The Nickel Boys: A Novel by Colson Whitehead

The Nickel Boys: A Novel by Colson Whitehead

This novel knocked the breath out of me. It’s a punchy, unabashed novel that does not hold back for the delicate senses of the reader. And that’s really its purpose: to strike, to aggressively announce blackness and the terrible history of being black in America.

The Nickel Boys are children and teens who have been sentenced to a juvenile detention center of the same name, a place that announces its purpose is rehabilitation and calls itself a school in name only. This is where the state of Florida shuts away its poor, young white and black boys. The novel follows a young man who, after seventeen years of successfully avoiding the racism roaming the streets in the form of cops, finds himself arrested and carted off to Nickel for his sentence. Here, he and reader have their eyes opened to the brutalities of being a black boy in a white man’s world.

Like Whitehead’s other novels, The Nickel Boys is written with an urban lyricism unique to him. The way Whitehead’s prose and story weaves in on itself, producing by the novel’s end, a symmetrical structure is deeply satisfying and alluring to this reader. Throughout the novel there are little hints at its ending, as if its ending was never — should never — be a surprise (though it is, and purposefully so). Whitehead is a master at unravelling just enough thread to keep the reader dangling, tying off all the knots at the end to zip it all up.

The Shamshine Blind: A Novel by Paz Pardo

The Shamshine Blind: A Novel
by Paz Pardo

I absolutely love love LOVE this novel. That said, it took me four attempts to actually become immersed in it. My first attempt told me that this was a gorgeously written novel; I could tell immediately that the prose is sharp, precise as a scalpel, so on point that one could cut diamonds with these words. But my mind wasn’t in the right place; I couldn’t focus on the investigation, my mind wandered. It happened again on the second and third attempts.

And yet, I refused to give up on this novel. I shelved it, but I kept picking it up. I knew something good was in it, but my head wasn’t in the right space. Could there be some truth behind Pardo’s emotion counts? Do feelings linger in the atmosphere?

My fourth plunge into this novel was as deep as I could get. I finished it in two and half days, prolonged because work interrupted my reading.

This novel is everything a reader could possibly want.

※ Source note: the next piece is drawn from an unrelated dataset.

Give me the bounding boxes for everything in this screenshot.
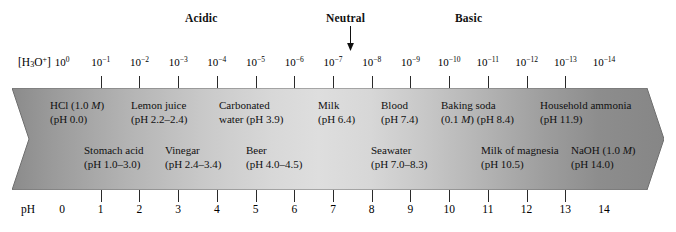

The Shamshine Blind is amazingly original in its concept and delivery, even while it builds on the roman noir, hard-boiled detective trope. Its guts make it a mystery and thriller, but the prose that flows is literary liquid.

Its landscape is foreign and familiar, its world is one of speculative fiction; the setting is 2009 in an alternate reality where the Argentines won the war against the United Kingdom for the Falkland Islands — the Malvinas — and then went on to decimate the rest of the world. The Argentines’ weapon of mass destruction was a work of chemical genius: capturing emotion and concentrating it into a deadly debilitating bullet. The science didn’t stop there and in this reality society must now grapple with mind-altering drugs, psychopigments, which alter our emotions, our reactions and responses, our behavior. “Your Emotions Are Not Your Own” is a warning repeated in the novel.

Kay Curtida is the detective put on a psychopigment case, a homicide — which, when its layers are peeled away, reveals something much larger and far more corrupting than simple murder is at foot.

And I’ll leave you hanging there. Go read it.

Believe Me: A Novel by Molly Garcia

Believe Me: A Novel by Molly Garcia

Believe Me is the kind of novel that defines its genre. It is the perfect psychological thriller, with all the twists and turns and impossible possibilities that make readers clench their teeth while reading.

The novel begins with an explosive arrest; Carrie is carted off while doing her weekly shopping. She is accused and then convicted of murdering three young children in the woods. But did she really do it? The novel revolves around the psychiatric report ordered for her parole hearing several years later, and the investigation Dr Quinn, her appointed psychiatrist, discovers he must conduct to properly write his assessment of her.

Did she do it? Why? Where are their little bodies buried? These are the questions that haunt the compassionate doctor — and the reader.

For readers who enjoy psychological thrillers in the vein of Tana French or Sue Grafton, Believe Me will deliver abundant satisfaction. I found myself comparing Garcia’s novel to Margaret Atwood’s Alias Grace, though this novel is set in the contemporary moment, and a far shorter read. Believe Me is a compact 184 pages, and very well-written. I found myself especially drawn to Garcia’s dialogue. The characters come alive through their conversations; their voices are clear and distinct. Garcia’s prose was smooth and evocative. This reader could feel the tension between Dr Quinn and his patient, between the doctor and the staff at the prison where Carrie is an inmate. The mood Garcia creates is a veil obscuring the truth, one the doctor and the reader will claw at.

Believe Me kept me tilting on the edge throughout its 184 pages — and the ending! What a twist!